Monday, May 14, 2007

"Maryland Gov. Martin O'Malley (D) said yesterday that he will probably veto a bill that would make twice-convicted drug dealers eligible for parole, calling drug dealing a 'violent crime' that should be severely punished."

Good guideline for would-be gamblers: "Anyone that runs a game 3 nights a week, promotes it publicly, and has topless dealers is asking to be busted."

Fredneck Chad Abshire harassed police dog, bit cop.

Court of Appeals: Funky monkeys Oogie, Angel, Coco, Squeaky and Zoey can stay in HoCo.

6 comments:

Anonymous said...

last night I had to watch JZ news 'cause golf ran long on BAL. after hearing them constantly refering to the tanker fire in "southwest" Baltimore (Hanover st and 95 are practally the heart of south balto.) and reading all of their address errors here in the blog, I'm beginning to think JZ studios are somewhere in Pennsylvania!

burgersub said...

local news is always pulling this kind of shit, but i expect (slightly) better from the sun, and they've really been screwing up lately.

ppatin said...

111 murders so far this year and the cops are wasting their time busting poker games! How typical.

On another note, doesn't the MySpace killet get sentenced today?

John Galt said...

For those who missed the WMAR piece on a Tale of Two Cities, comparing policing in Baltimore with that in nearby Richmond, it is noted that Richmond is at full police manpower, while the police union notes that we are way short.

Richmond has 3,000 active parole & probation cases, and 750 officers to police them. Baltimore has ten times that many probationers, but fewer than four times Richmond's police manpower. So, we're doing less than half the work, comparatively.

Maryland and Virginia also have different sentencing policies. The average length of time served for violent crime in Virginia has increased from 4.5 to 5.7 years since the passage of nonparole for violent offenders in 1995, while in Maryland half of all prisoners are out in less than two years.

What Richmond has done, which has made the community recently comfortable cooperating with them, is to take offenders out of the population and put them into incarceration where they cannot victimize the innocent. We, on the other hand, set a huge population of repeat hoodlums back onto these streets, in the midst of the decent citizenry who have to deal with their persistent misconduct. The neighbors become involuntary Correctional Officers.

Hire 2,000 cops, lock up offenders, lock them up again (assuming they recidivate) if the juduciary wants to let them out soon, and get the number on the streets waaaay down from current levels.

John Galt said...

Richmond is the residence of less than 3.5% of Virginia's probation population. Baltimore is home to more than half of Maryland's.

Maurice Bradbury said...

Yeah the Gaumer sentencing hearing was today, the jury must still be deliberating. I think they all have to reach consensus for death, right? Maybe some Quaker hippie slipped in and is gumming up the works.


### [TASK BRIEF]
What you write should be an exact repeat of the lines from the one with "Provide the bounding box for guitar." through the final line below, minus the pictures.

### [PROVIDED INFORMATION]
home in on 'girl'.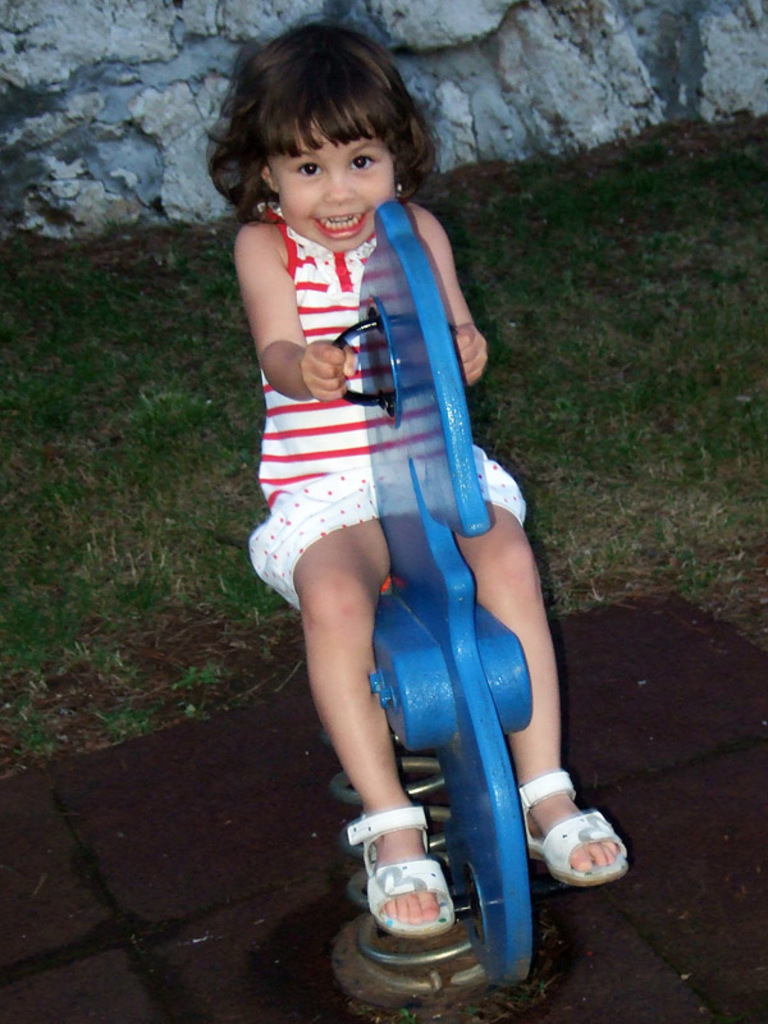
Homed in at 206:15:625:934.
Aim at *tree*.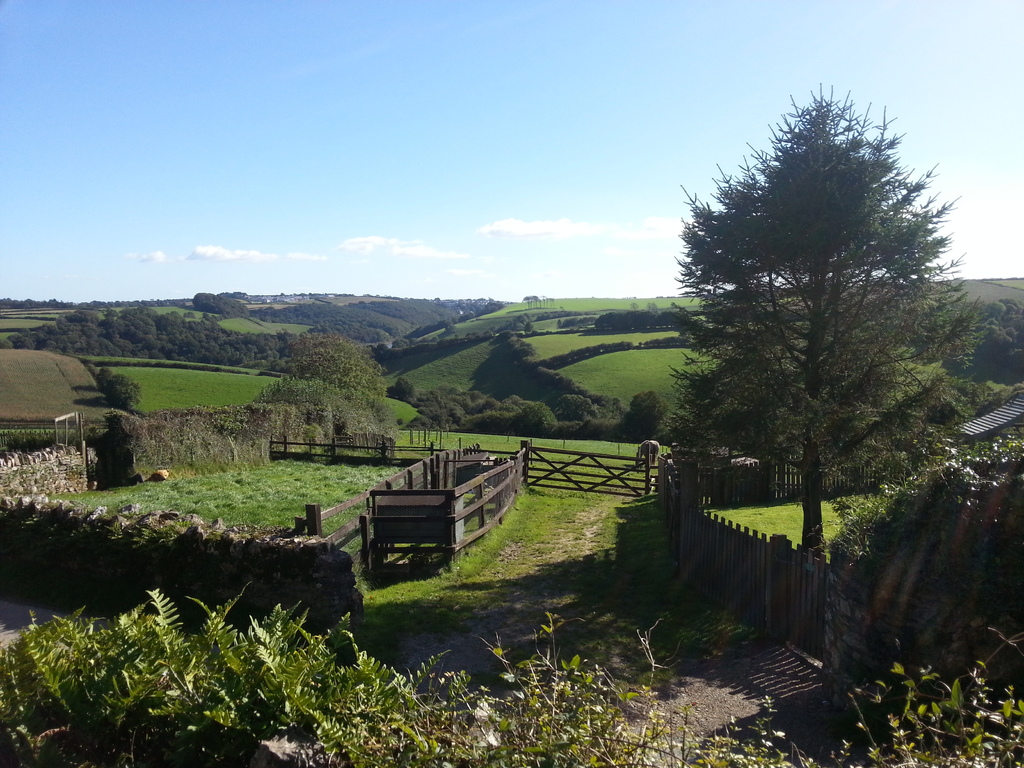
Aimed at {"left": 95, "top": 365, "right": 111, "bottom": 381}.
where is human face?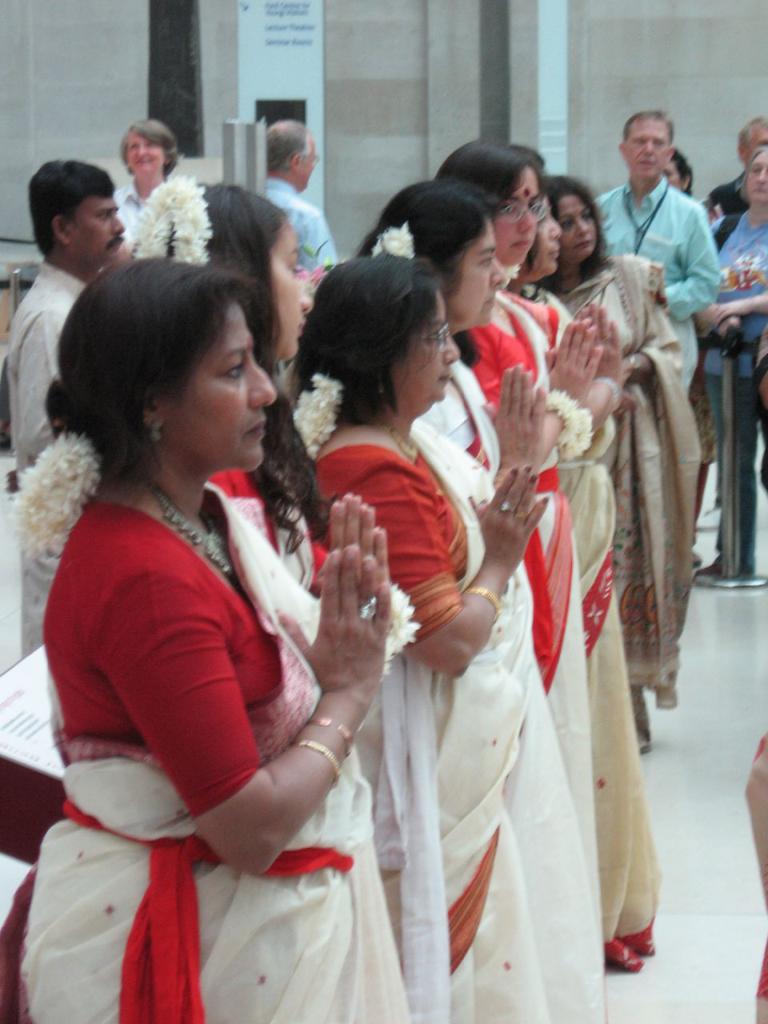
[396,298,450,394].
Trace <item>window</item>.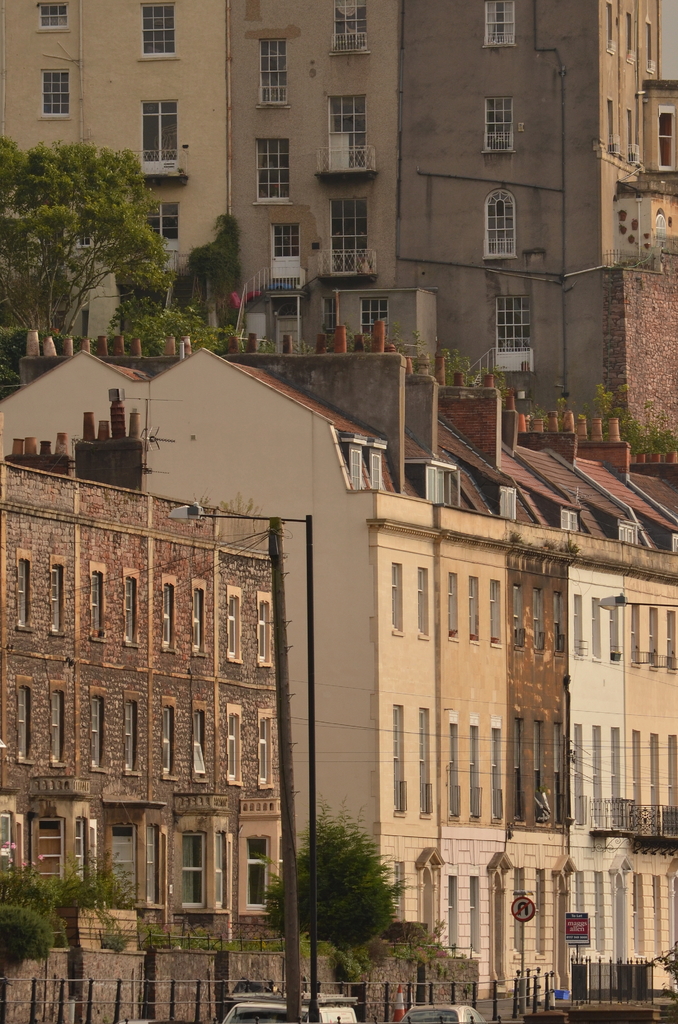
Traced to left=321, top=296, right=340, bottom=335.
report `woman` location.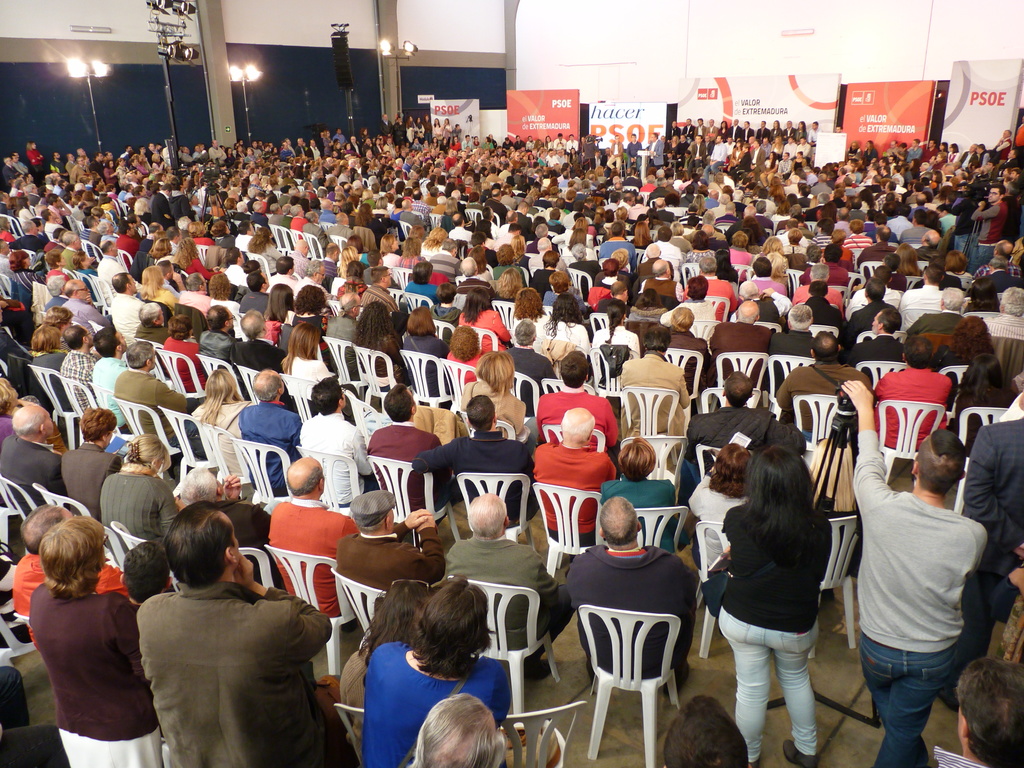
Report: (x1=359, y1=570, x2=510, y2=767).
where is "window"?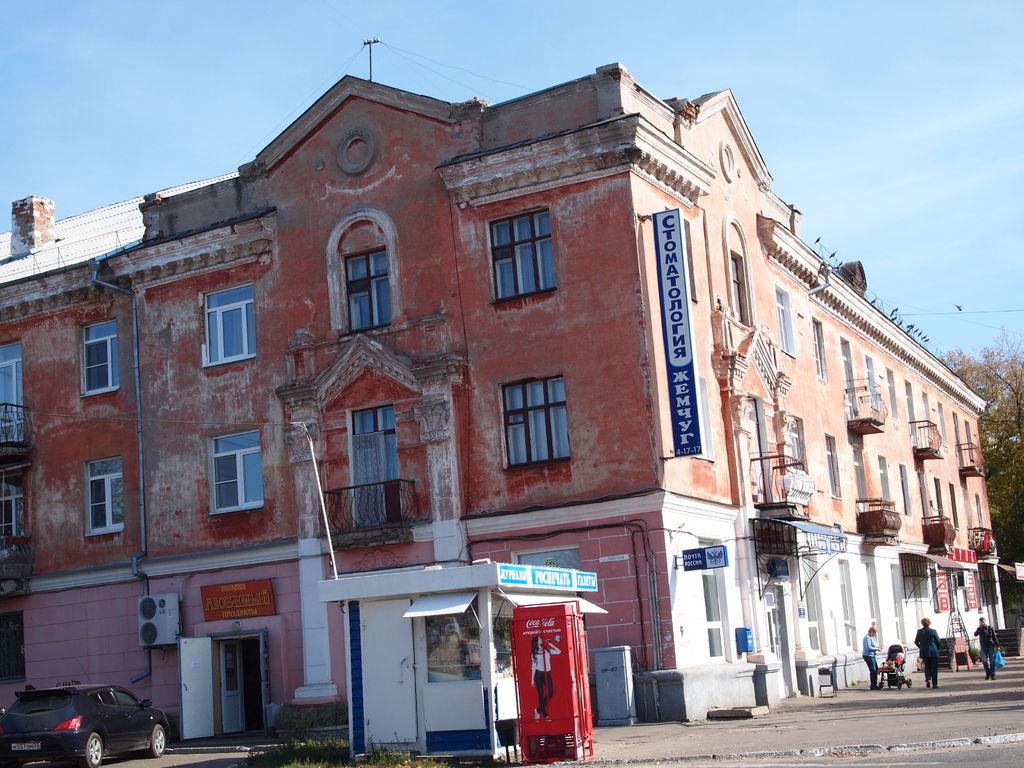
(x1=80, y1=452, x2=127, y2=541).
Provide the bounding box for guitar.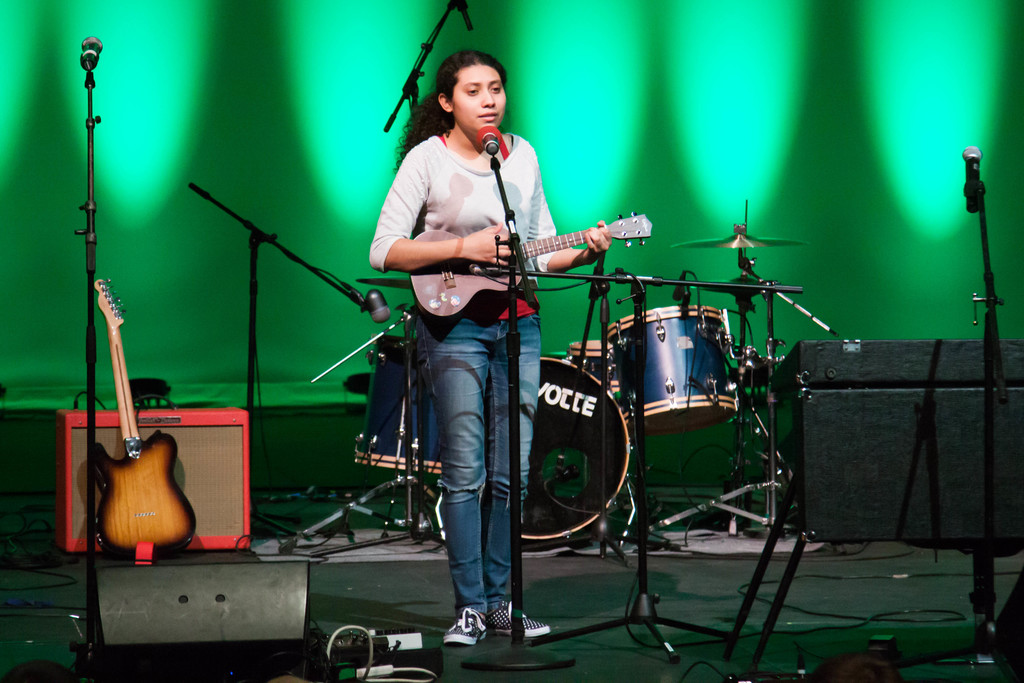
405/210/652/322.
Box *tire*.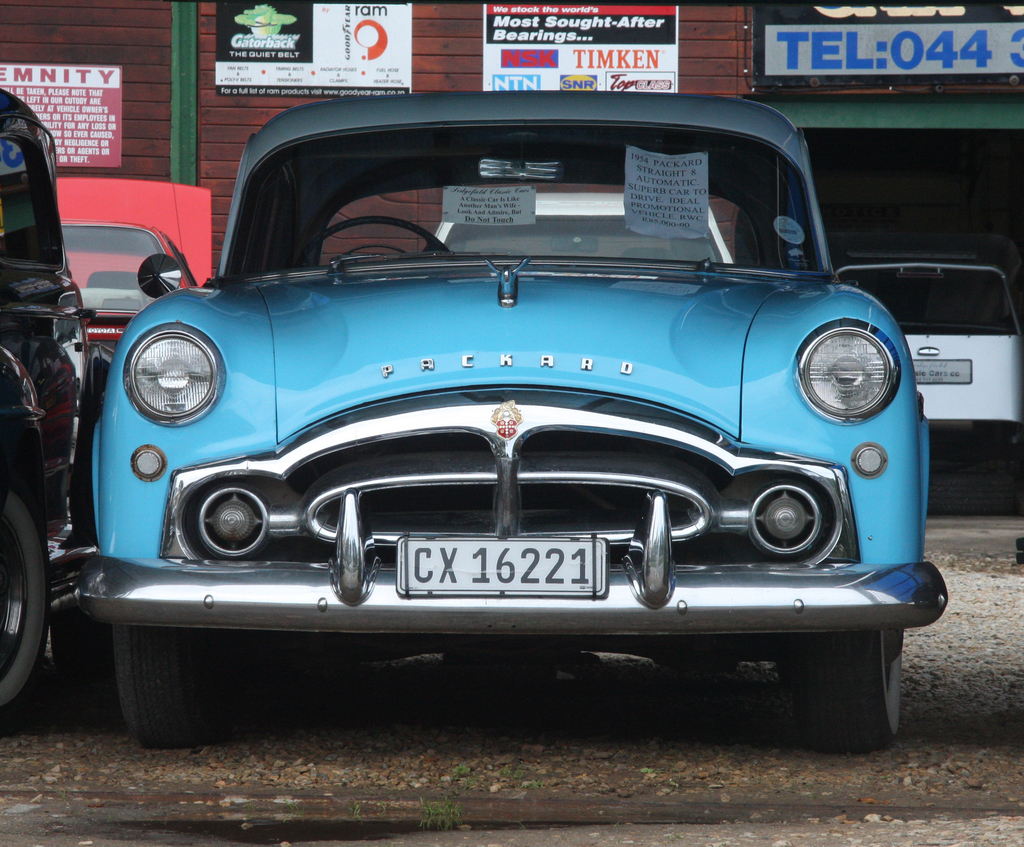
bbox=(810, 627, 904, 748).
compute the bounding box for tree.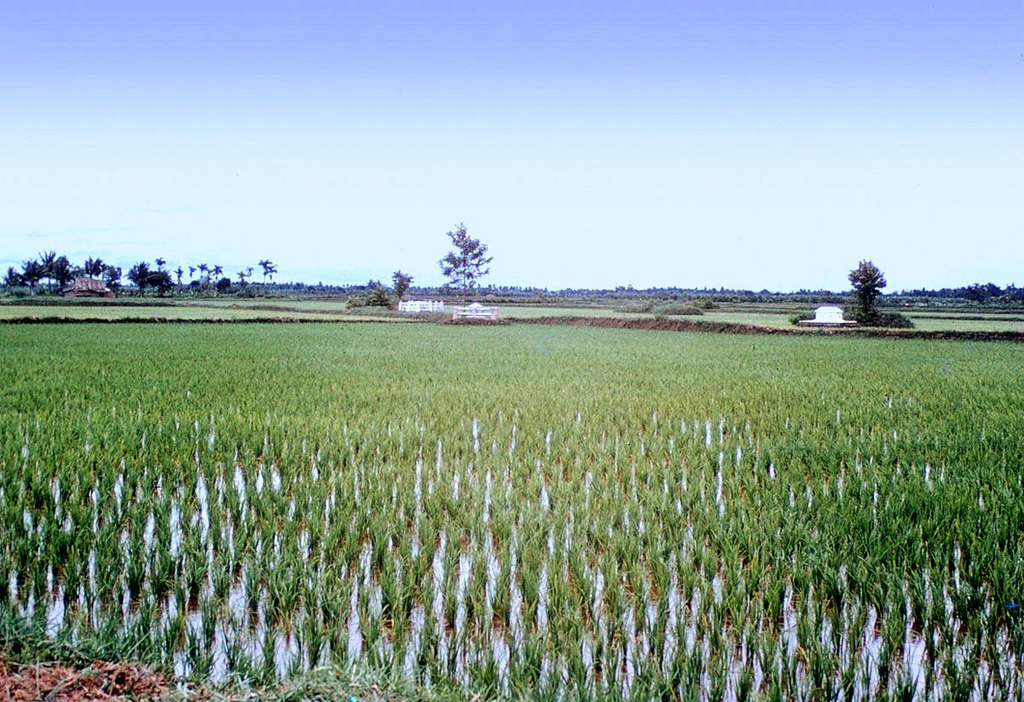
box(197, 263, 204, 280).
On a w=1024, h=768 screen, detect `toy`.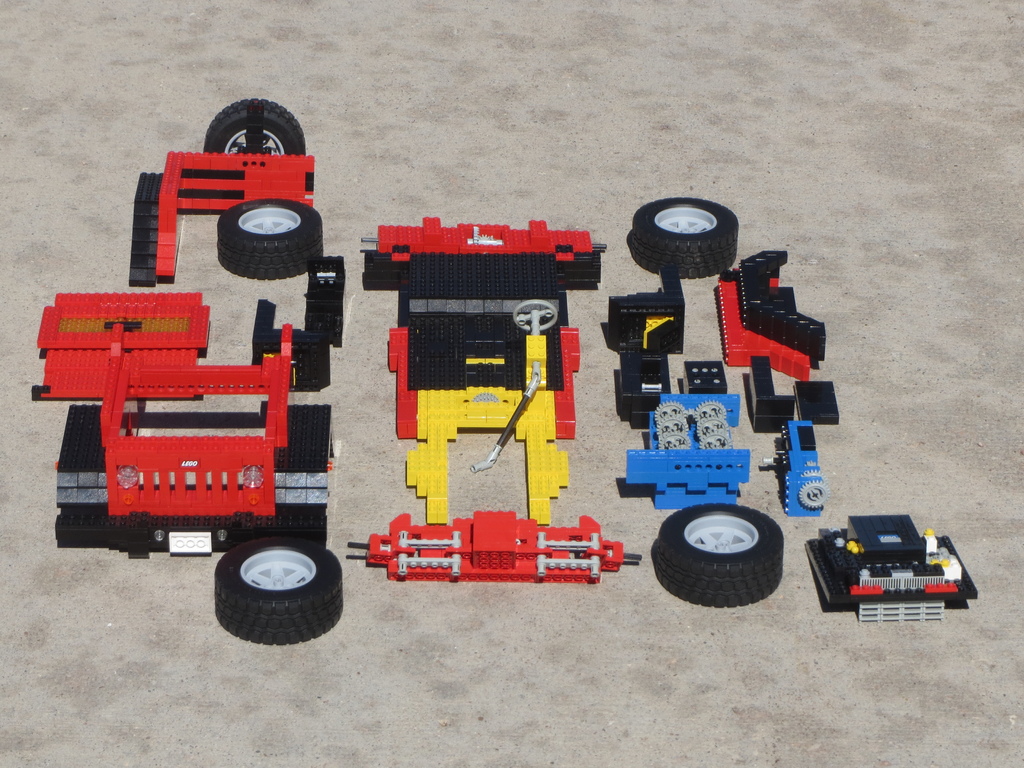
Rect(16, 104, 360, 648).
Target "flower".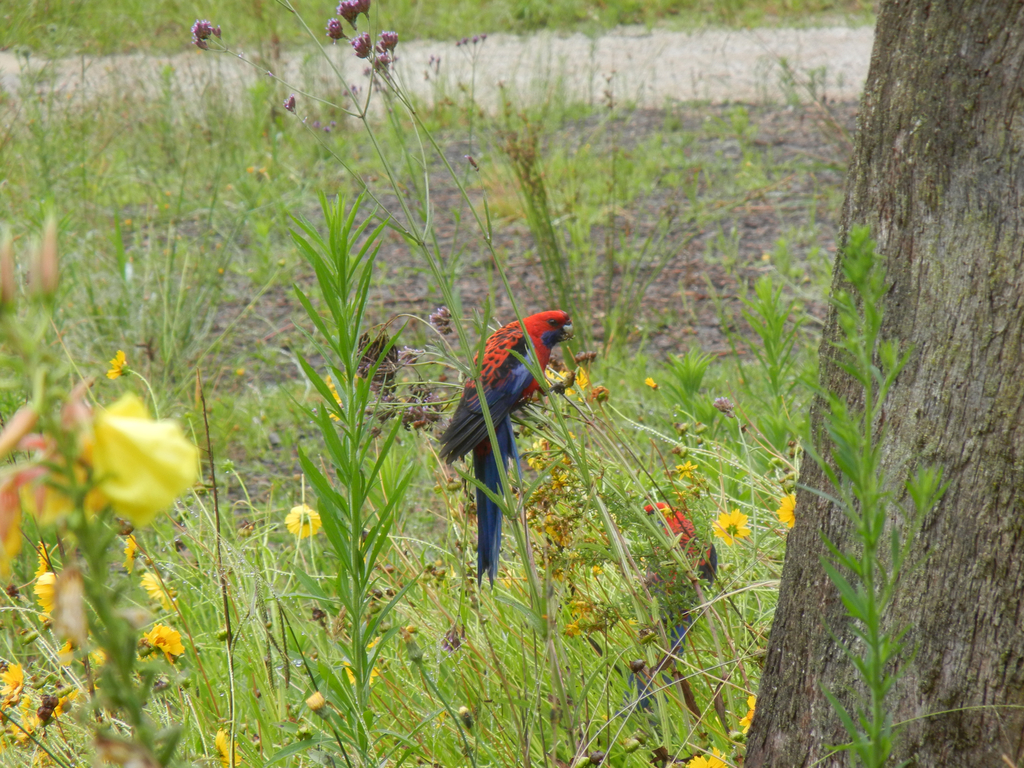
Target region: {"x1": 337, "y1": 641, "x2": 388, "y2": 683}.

### [RESPONSE TO THE EXERCISE]
Provide the bounding box for guitar.
405/210/652/322.
Box *tire*.
bbox=(810, 627, 904, 748).
compute the bounding box for tree.
box(197, 263, 204, 280).
On a w=1024, h=768 screen, detect `toy`.
Rect(16, 104, 360, 648).
Target "flower".
Target region: {"x1": 337, "y1": 641, "x2": 388, "y2": 683}.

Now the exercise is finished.